Cookbooks have featured strongly in my friendships and romantic liaisons too. I've always maintained that you can tell a good friend or lover by the cookbooks they give you as gifts. It might be a birthday present of the latest, glossily compiled hardback from a high-profile chef of the moment or it could be an obscure, non-fiction paperback account of someone who found themselves sad at one point or another so took themselves off for a month in Paris and logged every meal they ate until they'd cheered up. Your true friends will know when the time is right for each.
Compare with this with a man I was dating who proudly declared that he'd bought me a second-hand cookbook at a local fair and "he knew I'd love it". How wrong he was. When he gave it to me, the only thing I was certain of was that our relationship was destined for the compost bin. The "cookbook" turned out to be one of those booklets that appliance companies (note: I'm not a gadget girl) put out when flogging the latest appliance, in this case a blender, and was full of things set with gelatine and shortcuts that merely bastardised every classic French sauce there ever was. Never mind.
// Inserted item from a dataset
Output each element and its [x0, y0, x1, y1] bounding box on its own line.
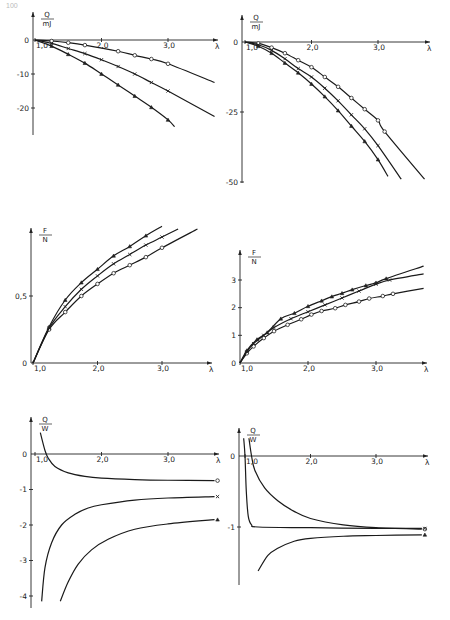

Then there's the loving sacrifice made by my little sister. Ten years ago she spent more than three days' worth of her food and travel budget, while travelling in Britain, on a book that remains in my top five today - Dishy. It's edgy and cool and it introduced me to British food writer Kevin Gould and he is a genius. Recipes for the most sensational food are bound with a bright red linen spine, end papers that resemble a Frida Kahlo skirt and the pages are littered with off-the-wall photographs, cheeky notes and quirky little phrases that make me laugh out loud while I'm cooking. The recipe for risotto advises against leaving the dish to answer the door to the "Witnesses" as it will be tempting fate in producing the perfect creamy risotto. At the back of the book there are menu suggestions for different dinners - a hoping-to-get lucky dinner, a dinner for two couples who've known each other for ages and are talking about holidays and one for an intelligent documentary TV dinner. Dishy is boldly different from other cookbooks and I adore its irreverence.
My library of cookbooks continues to grow slowly but surely. These days I'm attracted by those that travel to far-off places, as well as the ones that are quintessentially from our own land. To Greg and Lucy Malouf, how could I not want to go and explore the Middle East after devouring Arabesque? And thank you Al Brown, I will indeed Go Fish.
The words and images of cookbooks may give you some idea of where you're heading but the real adventure begins as you chop, heat, stir, whip, fold, taste, season or whatever the next line reads, and the memories last a lifetime.